Making a difference in women and girls lives
In Kitui, Kenya we combined our approaches to maternal health and WASH to significantly improve the health of a community in need. To increase access to drinkable water, we trained water artisans, all of whom were women, to build and maintain not just one type of water infrastructure, but several types including: conventional wells, giant wells, boreholes, sub surface dams and rain water harvest tanks for the entire community to use. We also installed water tanks, hand washing stations and latrines at five health facilities in the district. Prior to the project, women who came to deliver their baby at the health facilities were forced to bring their own water because the health facilities did not have access to water on site. This caused most women to deliver their baby at home and to not attend check-ups during their pregnancy, increasing both mother and baby’s risk to complications like deadly infections during childbirth.
Read the stories of real people who have had their lives changed by Amref Health Africa:
In rural communities in Africa, some health facilities are so under-resourced that helping mothers give birth by the light of kerosene lamps, candles – and even the light from a mobile phone – is not completely unusual for a midwife. Take it from Mary Leonard Raphael, a midwife in Tanzania, which has one of the highest rates of maternal mortality (398 women die for every 100,000 live births): “Once, I was helping a mother deliver her baby in the middle of the night when the power went off. She was already in labor, so I had to keep going using only the light from my mobile. The lights might go out, but we’ve still got mobile phones. I had to keep pressing buttons on my phone just to illuminate the room. To complicate things further, the colleague who was helping me had to rush off and help another woman in labor. The baby became very tired and I had to resuscitate him when he arrived. Thankfully, both he and mother came through. Unfortunately, most women in Tanzania do not get to deliver their babies with a midwife like Mary, placing themselves and their children at a higher risk of complications, including death. This is why Amref Health Africa works to train more midwives and other health workers to prevent these needless deaths; midwives like Mary, who has always wanted to dedicate her life to saving mothers and their babies: “Being a midwife is all I’ve ever wanted to do. As a girl, I loved children and was fascinated by pregnancy. The first time I helped deliver a baby was frightening, though – all I knew of birth was what I’d heard from the labor wards and I got quite a shock. Luckily, the birth wasn’t complicated – which made it less traumatic for the mother, and for me too. That was 12 years ago. Since then, I’ve helped deliver hundreds of babies.”
Growing up as a Maasai girl was not easy for me. To be honest, it’s a man’s world. Girls and women are to be seen, but definitely not heard. We are a proud people…proud of our traditions and our identity. Yet, in the process of preserving our culture, we have embraced a system that denies women basic human rights: the right to control her body, the right to an education, to choose to whom and when to marry, and the right to express an opinion. Female genital cutting, although illegal, is commonplace. Girls as young as 10 or 12 are being cut, taken out of school, and married. I too, would have been one of those girls. If it were not for a series of events that changed my life. When I was only eight years old, my world was shattered when my parents were devastatingly ripped away from me. Whispers and rumors hinted at a mysterious disease. But I was told nothing. I was eight years old and my life had changed forever. Everything I knew was gone. My home, my security. But, surprising as it may seem, every dark cloud has a silver lining. Not belonging to a family actually offered me an escape from forceful genital cutting. Sure, my Uncle tried to organize it, to literally beat me into submitting to the cut, but I resisted. I ran away. I listened to that spark of determination that had already started burning in my heart.
It doesn’t rain much here in my village of Oikiloriti in southern Kenya. There are no permanent rivers, so each day is a big challenge to find enough water for washing, cooking and our cattle. My name is Elisa. I am 13 years old and a member of the Maasai, a nomadic tribe who live in southern Kenya and northern Tanzania. My day begins at 5:30am when I wake up to a gurgling sound, as my mother fills a jerry can with our morning water for bathing and breakfast. I get out of bed, wash up, get dressed and help with breakfast. I live in a mud hut in a ‘boma’, a little village of huts surrounded by a fence made of thorn branches. Of course we have no water taps at home, so we must go and fetch water from the nearby community water source. As I get ready for school, my mother loads the donkeys with empty jerry cans. On school days, she gets the water, but on weekends, it’s my chore to get it with my older sister-in-law and the donkeys of course. I’m not allowed to get water alone – it’s too dangerous. I remember when it was so much harder to get water. I had to spend hours every day fetching water from the small far off lakes. And the water wasn’t even clean – often it actually made us sick. I remember at that time that our ugali, the white Kenyan maize porridge, was always very brown from the dirty water.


• Task statement: Using the entries that follow, collect the lines where the word "recessed" appears.

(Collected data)
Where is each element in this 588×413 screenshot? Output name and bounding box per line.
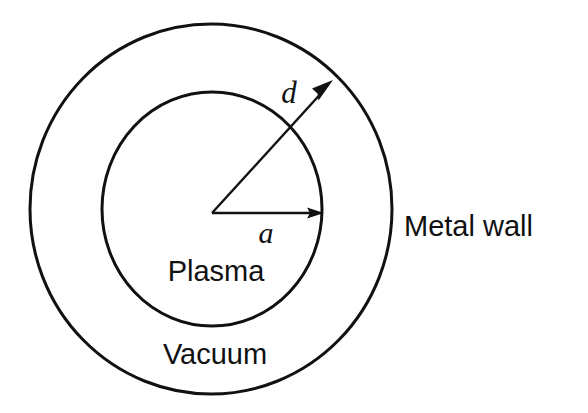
radius-d-label: d	[281, 75, 297, 110]
plasma-vacuum-metal-wall-diagram: a d Plasma Vacuum Metal wall	[0, 0, 588, 413]
radius-d-arrow	[212, 80, 333, 213]
diagram-canvas: a d Plasma Vacuum Metal wall	[0, 0, 588, 413]
vacuum-region-label: Vacuum	[163, 338, 267, 370]
plasma-region-label: Plasma	[168, 255, 266, 287]
radius-d-arrowhead	[312, 80, 333, 101]
radius-a-label: a	[259, 216, 274, 249]
metal-wall-label: Metal wall	[404, 210, 533, 242]
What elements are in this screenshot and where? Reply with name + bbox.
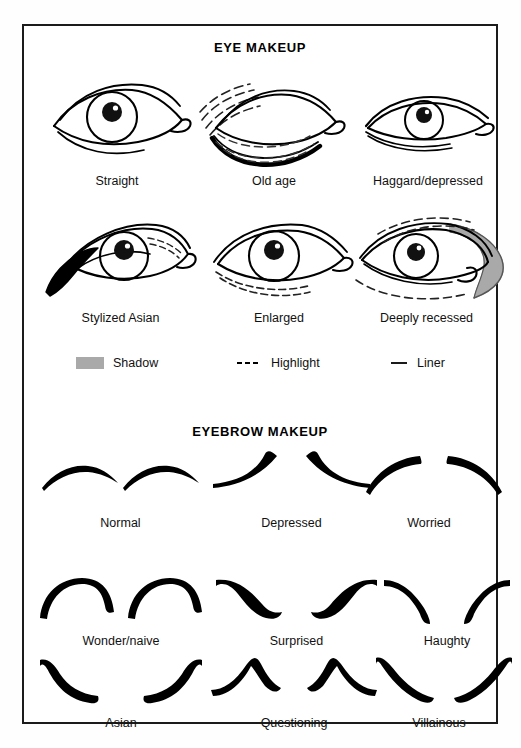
- eye-diagram-old-age: [194, 70, 354, 175]
- caption-deeply-recessed: Deeply recessed: [344, 311, 509, 325]
- dashed-line-icon: [236, 357, 262, 369]
- eye-diagram-enlarged: [204, 218, 354, 304]
- eyebrow-diagram-haughty: [382, 574, 512, 628]
- caption-asian: Asian: [36, 716, 206, 730]
- page-canvas: EYE MAKEUP Strai: [0, 0, 521, 748]
- caption-old-age: Old age: [194, 174, 354, 188]
- eyebrow-diagram-wonder-naive: [36, 574, 206, 626]
- caption-enlarged: Enlarged: [204, 311, 354, 325]
- eyebrow-diagram-asian: [36, 656, 206, 706]
- eyebrow-diagram-worried: [364, 450, 504, 500]
- eyebrow-diagram-normal: [38, 454, 203, 500]
- eye-diagram-stylized-asian: [38, 212, 193, 302]
- caption-worried: Worried: [354, 516, 504, 530]
- eyebrow-diagram-questioning: [209, 654, 379, 706]
- chart-sheet: EYE MAKEUP Strai: [22, 24, 498, 724]
- legend-label-shadow: Shadow: [113, 356, 158, 370]
- legend-item-liner: Liner: [390, 356, 445, 370]
- caption-straight: Straight: [42, 174, 192, 188]
- eye-makeup-heading: EYE MAKEUP: [24, 40, 496, 55]
- legend-label-liner: Liner: [417, 356, 445, 370]
- eyebrow-diagram-depressed: [209, 448, 374, 500]
- eyebrow-makeup-heading: EYEBROW MAKEUP: [24, 424, 496, 439]
- solid-line-icon: [390, 357, 408, 369]
- caption-stylized-asian: Stylized Asian: [38, 311, 203, 325]
- caption-normal: Normal: [38, 516, 203, 530]
- shadow-swatch-icon: [76, 357, 104, 369]
- eye-diagram-haggard-depressed: [358, 84, 498, 154]
- eyebrow-diagram-surprised: [214, 574, 379, 626]
- caption-wonder-naive: Wonder/naive: [36, 634, 206, 648]
- eyebrow-diagram-villainous: [374, 654, 514, 706]
- legend-item-highlight: Highlight: [236, 356, 320, 370]
- caption-surprised: Surprised: [214, 634, 379, 648]
- caption-haughty: Haughty: [372, 634, 521, 648]
- caption-haggard-depressed: Haggard/depressed: [348, 174, 508, 188]
- eye-diagram-straight: [42, 76, 192, 162]
- caption-villainous: Villainous: [364, 716, 514, 730]
- legend-item-shadow: Shadow: [76, 356, 158, 370]
- eye-makeup-legend: Shadow Highlight Liner: [24, 356, 496, 382]
- eye-diagram-deeply-recessed: [354, 208, 509, 308]
- caption-depressed: Depressed: [209, 516, 374, 530]
- legend-label-highlight: Highlight: [271, 356, 320, 370]
- caption-questioning: Questioning: [209, 716, 379, 730]
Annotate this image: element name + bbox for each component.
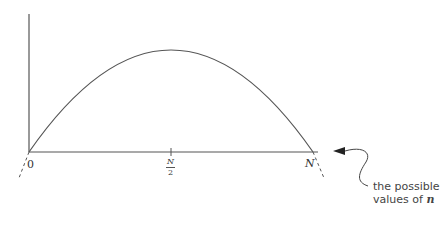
tick-label-half: N 2 xyxy=(166,158,175,177)
parabola-curve xyxy=(29,50,313,152)
arrow-head-icon xyxy=(333,147,345,155)
fraction-numerator: N xyxy=(167,158,174,166)
annotation-text: the possible values of n xyxy=(373,180,440,206)
curly-arrow-icon xyxy=(345,149,368,186)
tick-label-zero: 0 xyxy=(27,158,34,171)
fraction-denominator: 2 xyxy=(168,169,173,177)
annotation-prefix: values of xyxy=(373,193,426,206)
tick-label-n: N xyxy=(305,157,315,170)
annotation-line2: values of n xyxy=(373,193,440,206)
annotation-line1: the possible xyxy=(373,180,440,193)
annotation-variable: n xyxy=(426,193,434,206)
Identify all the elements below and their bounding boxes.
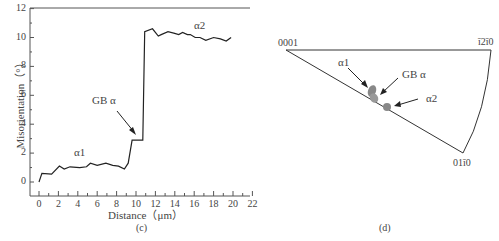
misorientation-line — [39, 29, 231, 182]
x-axis-ticks — [39, 191, 252, 196]
vertex-0001: 0001 — [278, 37, 298, 48]
annotation-alpha1: α1 — [74, 146, 85, 158]
a1-arrow-icon — [348, 68, 368, 88]
x-tick-label: 4 — [68, 198, 88, 209]
annotation-alpha2: α2 — [194, 19, 205, 31]
y-axis-ticks — [30, 9, 34, 182]
annotation-gb-alpha: GB α — [92, 94, 116, 106]
x-tick-label: 2 — [48, 198, 68, 209]
caption-c: (c) — [136, 222, 147, 233]
x-tick-label: 18 — [204, 198, 224, 209]
x-tick-label: 20 — [223, 198, 243, 209]
y-tick-label: 12 — [16, 2, 26, 13]
gb-arrow-icon — [117, 111, 136, 135]
point-a2 — [383, 103, 391, 111]
ipf-triangle — [286, 50, 491, 153]
x-axis-label: Distance（μm） — [108, 206, 183, 222]
y-axis-label: Misorientation（°） — [11, 48, 27, 158]
x-tick-label: 0 — [29, 198, 49, 209]
ipf-annotation-alpha2: α2 — [426, 92, 437, 104]
x-tick-label: 22 — [242, 198, 262, 209]
y-tick-label: 10 — [16, 31, 26, 42]
vertex-0110: 01ī0 — [453, 157, 471, 168]
a2-arrow-icon — [394, 99, 418, 107]
vertex-1210: ī2ī0 — [478, 36, 494, 47]
inverse-pole-figure — [286, 50, 491, 153]
x-tick-label: 16 — [184, 198, 204, 209]
ipf-annotation-alpha1: α1 — [338, 56, 349, 68]
gb-arrow-icon-d — [380, 78, 398, 95]
ipf-annotation-gb-alpha: GB α — [402, 68, 426, 80]
caption-d: (d) — [379, 222, 391, 233]
y-tick-label: 0 — [21, 175, 26, 186]
x-tick-label: 6 — [87, 198, 107, 209]
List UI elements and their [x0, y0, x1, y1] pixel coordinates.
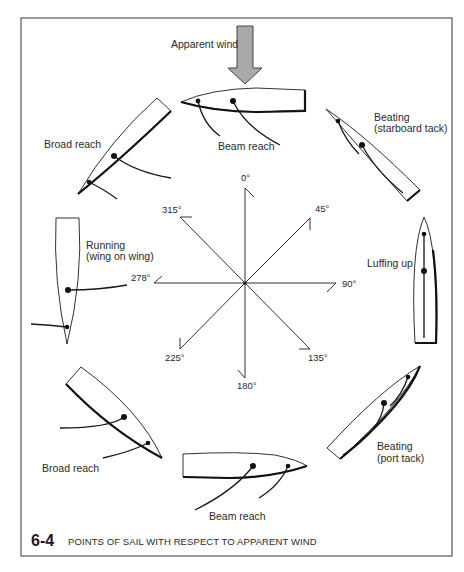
beam-reach-top-label: Beam reach: [218, 140, 275, 152]
degree-90: 90°: [342, 278, 357, 289]
running-label-2: (wing on wing): [86, 250, 154, 262]
degree-135: 135°: [308, 352, 328, 363]
points-of-sail-diagram: Apparent wind Beam reach Beating (starbo…: [0, 0, 464, 572]
broad-reach-bottom-label: Broad reach: [42, 462, 99, 474]
degree-180: 180°: [237, 380, 257, 391]
figure-number: 6-4: [31, 532, 54, 549]
beating-starboard-label-2: (starboard tack): [374, 122, 448, 134]
figure-caption: POINTS OF SAIL WITH RESPECT TO APPARENT …: [68, 536, 317, 547]
degree-0: 0°: [241, 172, 250, 183]
degree-225: 225°: [165, 352, 185, 363]
degree-315: 315°: [162, 204, 182, 215]
broad-reach-top-label: Broad reach: [44, 138, 101, 150]
apparent-wind-label: Apparent wind: [171, 38, 238, 50]
degree-278: 278°: [131, 272, 151, 283]
beating-port-label-2: (port tack): [377, 452, 424, 464]
luffing-up-label: Luffing up: [367, 257, 413, 269]
beam-reach-bottom-label: Beam reach: [209, 510, 266, 522]
beating-port-label-1: Beating: [377, 440, 413, 452]
degree-45: 45°: [315, 203, 330, 214]
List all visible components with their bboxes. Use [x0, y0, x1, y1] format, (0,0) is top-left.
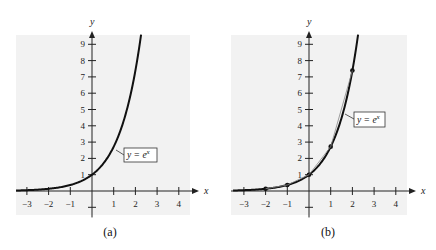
x-tick-label: 3	[372, 199, 377, 209]
x-tick-label: 1	[111, 199, 116, 209]
y-axis-label: y	[89, 16, 95, 27]
y-tick-label: 5	[298, 105, 303, 115]
x-tick-label: −1	[66, 199, 76, 209]
y-tick-label: 3	[81, 137, 86, 147]
y-tick-label: 5	[81, 105, 86, 115]
y-axis-label: y	[306, 16, 312, 27]
panel-b: xy−3−2−11234123456789y = ex(b)	[231, 16, 426, 239]
x-axis-arrow-icon	[192, 188, 199, 194]
plot-background	[16, 35, 190, 215]
y-tick-label: 6	[81, 88, 86, 98]
x-tick-label: −2	[44, 199, 54, 209]
x-tick-label: 3	[155, 199, 160, 209]
y-tick-label: 4	[298, 121, 303, 131]
y-axis-arrow-icon	[306, 31, 312, 38]
x-tick-label: −1	[283, 199, 293, 209]
x-tick-label: −3	[239, 199, 249, 209]
panel-a: xy−3−2−11234123456789y = ex(a)	[16, 16, 209, 239]
x-tick-label: 4	[394, 199, 399, 209]
panel-caption: (a)	[103, 225, 116, 239]
y-tick-label: 8	[298, 56, 303, 66]
x-tick-label: 4	[177, 199, 182, 209]
data-point	[350, 68, 355, 73]
y-tick-label: 7	[81, 72, 86, 82]
exponential-function-figure: xy−3−2−11234123456789y = ex(a) xy−3−2−11…	[0, 0, 436, 250]
x-tick-label: −3	[22, 199, 32, 209]
x-tick-label: 2	[133, 199, 138, 209]
y-tick-label: 9	[81, 39, 86, 49]
y-tick-label: 8	[81, 56, 86, 66]
y-tick-label: 3	[298, 137, 303, 147]
x-axis-label: x	[420, 185, 426, 196]
y-tick-label: 6	[298, 88, 303, 98]
y-tick-label: 4	[81, 121, 86, 131]
y-tick-label: 7	[298, 72, 303, 82]
x-axis-arrow-icon	[409, 188, 416, 194]
x-tick-label: 1	[328, 199, 333, 209]
y-tick-label: 1	[81, 170, 86, 180]
panel-caption: (b)	[321, 225, 335, 239]
y-tick-label: 2	[81, 153, 86, 163]
x-tick-label: −2	[261, 199, 271, 209]
y-tick-label: 2	[298, 153, 303, 163]
y-tick-label: 9	[298, 39, 303, 49]
y-axis-arrow-icon	[89, 31, 95, 38]
x-axis-label: x	[203, 185, 209, 196]
x-tick-label: 2	[350, 199, 355, 209]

• Answer to the problem:
- caption-deeply-recessed: Deeply recessed: [344, 311, 509, 325]
- eye-diagram-deeply-recessed: [354, 208, 509, 308]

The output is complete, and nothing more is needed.